It's strange how, looking back, you don't measure your career in projects – but in moments.

My path began at the end of the Windows NT era, when Active Directory was still new and most things simply meant manual work. I understood how identity really works long before I had tools to manage it. Maybe that's exactly what shaped me: I always wanted to know why something works – not just that it works.

15 Years of Consulting – Avanade, CGI, and the Public Sector

The following 15 years in consulting – 10 of them at Avanade and CGI – were a blend of technology, people, and organizations. At CGI, I had the chance to dive deep into public administration: KVR Munich and BLKA. That world has its own rhythm. Security, compliance, and traceability are not projects there – they are prerequisites. You build differently when people depend on reliability.

Going In-House: enfas and a New Perspective

At some point, I wanted to know what it feels like to not just give recommendations, but to be part of a system that runs under load every single day. That's why I joined enfas – working with Thomas Plaschko and a team that was technically further ahead than you'd expect from a 40-person company.

And Then COVID Hit

While uncertainty was everywhere, we had to deliver. M365, Teams, Zero Trust, Conditional Access. We had YubiKeys, certified VPN connections, Fortigate firewalls, a large Atlassian on-prem setup, and a cloud strategy that had to be implemented faster than anyone had anticipated.

We tried a lot, learned a lot, and corrected some things along the way. The hybrid device world (AD-joined + Azure AD-joined)? A chapter I would write differently today – but I'm glad I lived through it. Not everything in IT is elegant. But every stumble leaves you with experience.

Change, Decisions, and What Comes Next

Then came the acquisition. A company suddenly changes direction – and you have to decide whether you go along or take a different turn.

By that time, my move into self-employment was already in the making. Not as an escape, but as the natural next step on my path.

And then came a conversation with Peter. No big moment. No drama. Just someone who asks the right question at the right time. Enough to shift my timeline – not my plan itself.

What Every Chapter Taught Me

Today, I know that every chapter changed me in its own way.

NT was the phase where patience was the only way forward. Active Directory showed me how structure creates order – even when it's uncomfortable. My time at Avanade and CGI taught me how differently organizations operate, and that technology is rarely the real conflict. KVR and BLKA brought me closer to responsibility – not as a concept, but as a daily reality. enfas made me bolder, faster, more spontaneous, and showed me that mistakes are only a problem when you ignore them. And the acquisition taught me that change is not an event – it's a state.

And somewhere along the way, I realized that I enjoy being the bridge – between technology and reality, between concepts and people, between cloud and organization.

Why I'm Sharing This

I'm not writing this to sell myself. If you work independently, you naturally want to be found – but not through big words. Through the path you've walked and the experiences that shaped you.

And what I take away from all these years:

You always meet twice in life. And the way you carry yourself along the way – the willingness to give something without expecting anything in return right away – that sticks.

I believe that much of it comes back on its own when you do things with good intentions. Often at the very moment you least expect it.


Complex IT? I make it simple – with M365 that protects, scales, and simplifies processes. For SMBs that think ahead digitally.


» **What is needed**: Filter the records, keeping every line that has the string "pixels".

» **Exercise materials**:

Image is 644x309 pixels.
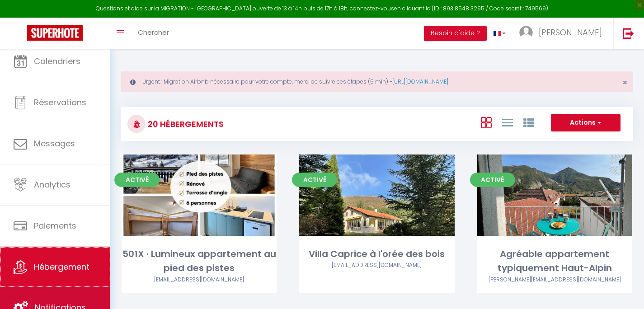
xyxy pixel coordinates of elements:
* * *
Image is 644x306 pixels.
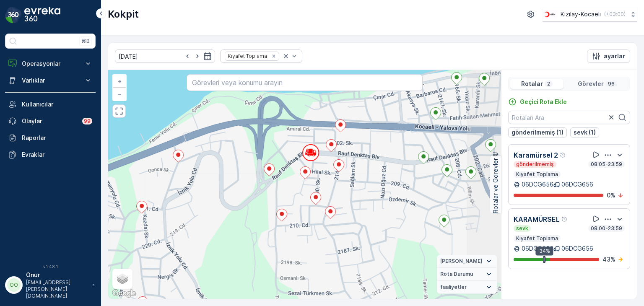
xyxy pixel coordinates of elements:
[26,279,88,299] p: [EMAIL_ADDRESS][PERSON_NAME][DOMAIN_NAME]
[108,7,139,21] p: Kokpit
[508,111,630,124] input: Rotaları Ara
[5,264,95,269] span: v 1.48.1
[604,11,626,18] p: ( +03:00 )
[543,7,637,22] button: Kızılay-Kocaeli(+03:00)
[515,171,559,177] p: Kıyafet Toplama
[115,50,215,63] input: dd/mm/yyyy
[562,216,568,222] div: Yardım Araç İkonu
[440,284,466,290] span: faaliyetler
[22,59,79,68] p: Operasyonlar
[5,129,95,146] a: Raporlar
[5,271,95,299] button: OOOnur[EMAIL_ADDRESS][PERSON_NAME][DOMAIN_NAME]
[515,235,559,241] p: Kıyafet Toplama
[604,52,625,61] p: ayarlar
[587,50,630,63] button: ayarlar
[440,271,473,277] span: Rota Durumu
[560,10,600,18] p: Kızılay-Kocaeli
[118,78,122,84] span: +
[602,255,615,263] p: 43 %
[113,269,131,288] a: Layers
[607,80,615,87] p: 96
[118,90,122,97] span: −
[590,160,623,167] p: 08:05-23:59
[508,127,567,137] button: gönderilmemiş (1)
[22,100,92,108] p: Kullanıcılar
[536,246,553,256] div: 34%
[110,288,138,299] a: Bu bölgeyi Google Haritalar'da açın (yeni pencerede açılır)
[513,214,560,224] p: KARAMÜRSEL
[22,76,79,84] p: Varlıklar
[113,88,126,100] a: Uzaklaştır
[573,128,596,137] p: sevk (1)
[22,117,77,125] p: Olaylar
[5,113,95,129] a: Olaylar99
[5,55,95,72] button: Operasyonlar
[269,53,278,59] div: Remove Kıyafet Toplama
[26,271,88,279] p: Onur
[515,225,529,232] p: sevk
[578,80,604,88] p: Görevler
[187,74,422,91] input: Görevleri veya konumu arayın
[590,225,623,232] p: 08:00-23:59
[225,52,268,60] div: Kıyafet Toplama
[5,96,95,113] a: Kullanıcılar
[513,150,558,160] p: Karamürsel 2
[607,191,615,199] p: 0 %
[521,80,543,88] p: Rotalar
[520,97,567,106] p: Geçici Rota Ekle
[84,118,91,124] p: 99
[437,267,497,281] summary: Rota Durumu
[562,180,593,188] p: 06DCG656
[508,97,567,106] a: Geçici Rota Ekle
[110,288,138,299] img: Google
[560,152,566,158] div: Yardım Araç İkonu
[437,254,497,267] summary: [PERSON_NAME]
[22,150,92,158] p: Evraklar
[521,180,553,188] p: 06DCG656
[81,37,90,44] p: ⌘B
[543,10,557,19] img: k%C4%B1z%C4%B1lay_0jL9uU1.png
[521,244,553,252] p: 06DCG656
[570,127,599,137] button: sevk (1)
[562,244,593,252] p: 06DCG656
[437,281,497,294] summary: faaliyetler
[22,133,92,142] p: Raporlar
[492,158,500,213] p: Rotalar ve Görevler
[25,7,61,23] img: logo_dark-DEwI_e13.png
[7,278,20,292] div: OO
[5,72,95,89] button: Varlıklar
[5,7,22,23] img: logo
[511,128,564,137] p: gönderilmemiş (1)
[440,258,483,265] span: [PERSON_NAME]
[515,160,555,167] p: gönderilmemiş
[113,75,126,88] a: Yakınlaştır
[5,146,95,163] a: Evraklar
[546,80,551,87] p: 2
* * *
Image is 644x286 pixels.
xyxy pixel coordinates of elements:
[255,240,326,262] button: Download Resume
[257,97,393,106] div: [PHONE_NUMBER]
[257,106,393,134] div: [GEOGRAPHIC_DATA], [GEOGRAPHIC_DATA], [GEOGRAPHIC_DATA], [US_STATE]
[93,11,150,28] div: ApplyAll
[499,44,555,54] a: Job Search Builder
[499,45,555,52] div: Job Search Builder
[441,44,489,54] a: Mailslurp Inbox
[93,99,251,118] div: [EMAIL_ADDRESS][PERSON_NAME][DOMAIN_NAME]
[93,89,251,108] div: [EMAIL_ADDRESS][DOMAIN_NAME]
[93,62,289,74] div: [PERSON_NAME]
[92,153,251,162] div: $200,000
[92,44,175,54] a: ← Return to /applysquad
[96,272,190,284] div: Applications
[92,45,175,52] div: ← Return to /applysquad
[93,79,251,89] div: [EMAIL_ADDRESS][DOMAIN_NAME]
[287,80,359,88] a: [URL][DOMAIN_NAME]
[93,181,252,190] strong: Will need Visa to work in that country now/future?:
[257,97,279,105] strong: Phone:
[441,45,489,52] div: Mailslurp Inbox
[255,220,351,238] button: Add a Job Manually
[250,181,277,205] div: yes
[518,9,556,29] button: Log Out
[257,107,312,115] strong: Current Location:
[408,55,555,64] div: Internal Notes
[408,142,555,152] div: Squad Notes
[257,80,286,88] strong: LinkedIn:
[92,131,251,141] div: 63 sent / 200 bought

» **Exercise output**:
Image is 644x309 pixels.
Image is 644x306 pixels.
Image is 644x286 pixels.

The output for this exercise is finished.